Productivity, Job satisfaction, Turnover, absenteeism, and
grievance, Costs and Employee & managerial motivation.
12-25
Situational Theories of Leadership:

According to this theory, Leaders should (i) understand their


own behavior, (ii) their subordinates’ behaviors, and
(iii) the situation before utilizing a particular leadership style.

Situational theories of leadership suggest that


Leadership Effectiveness depends on the fit between
personality, task, power, attitudes, and perceptions.
1-26
Compare and contrast
Charismatic and Transformational Leadership
• Creativity, theirs and others.
• Decentralization of responsibility.
• Propensity to take risks.
• Compensation is geared toward long-term outcomes/results.
• Greater agreement among top managers about organization’s goals.
• Increase follower self-efficacy, giving the group a “can do” spirit.

12-27
Fundamentals of

ORGANIZATION
CULTURE
Organizational Culture
The pattern of shared values, beliefs and assumptions considered
to be the appropriate way to think and act within an organization.

Characteristics of
Organizational Culture

Organizational Culture varies from


organization to organization
Exhibit 10-2 Comparing/Contrasting Organization Cultures
Organization A Organization B

• Managers must fully document all •Management encourages and rewards risk-taking
decisions. and change.
• Creative decisions, change, and risks are not •Employees are encouraged to run with ideas,
encouraged. and failures are treated as learning experiences.
• Extensive rules and regulations exist for all •Employees have few rules & regulations to
employees. follow.
• Productivity is valued over employee •Productivity is balanced with treating its people
morale. right.
• Employees are encouraged to stay within •Team members are encouraged to interact with
their own department. people at all levels and functions.
• Individual effort is encouraged. •Many rewards are team-based.
Foundations of

ORGANIZATION
STRUCTURE
Organization Structure and Performance
(Work Attitudes/Behaviors)

• An organization’s internal structure contributes to


explaining and predicting behavior (in addition to
individual and group factors).

• It shapes their attitudes, facilitates and motivates


them to higher levels of performance.
Choosing
appropriate
Organizationa
l Design
Organizational Structure/Design should
align/match with Organizational Strategy
• Because structure is a means to achieve objectives, and
objectives derive from the organization’s overall strategy,

• Organizational Strategy has three (3) dimensions:


1. Innovation
2. Cost Minimization, and
3. Imitation ‫قلید‬
///‫ ت‬/‫یروی‬
‫ ۔‬///‫— پ‬
(and the structural design that works best with each).
Organizational Strategy
1.Innovation Strategy: A strategy that emphasizes the introduction
of major new concepts, processes, products, and services.

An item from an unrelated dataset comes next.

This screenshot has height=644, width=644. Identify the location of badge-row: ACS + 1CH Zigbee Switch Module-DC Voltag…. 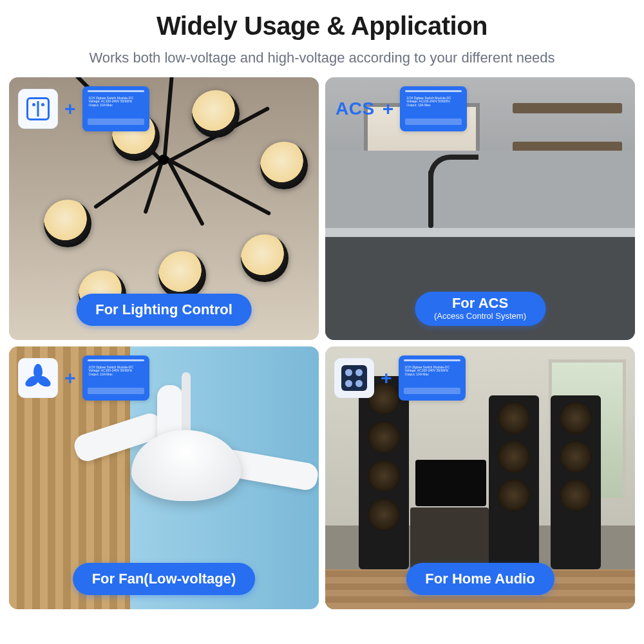
(401, 109).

2.Cost-minimization Strategy: A strategy that emphasizes tight


cost controls, avoidance of unnecessary innovation or marketing
expenses, and price cutting.

3.Imitation Strategy: A strategy that seeks to move into new


products or new markets only after their viability has already been
proven.
Organizational Strategy and
Organizational Structure Alignment
Organizational Environments and
Organizational Design

When determining an appropriate organizational design,


managers will need to consider scarcity, dynamism, and
complexity of the environment and
 Accordingly Balance the Organic and Mechanistic
elements appropriate to their organization’s
environment.
Organization Environment – 3 Dimensions:
(Capacity, Volatility, and Complexity)
1.Capacity refers to the degree to which the environment can support
growth. Rich and growing environments generate excess resources, which
help them in times of relative scarcity.

2.Volatility describes the degree of instability in the environment. A


dynamic environment with a high degree of unpredictable change makes it
difficult or management to make accurate predictions.

3.Complexity An organization is affected by forces that can affect its


performance e.g., suppliers, customers, competitors, government
regulatory agencies, and public pressure groups.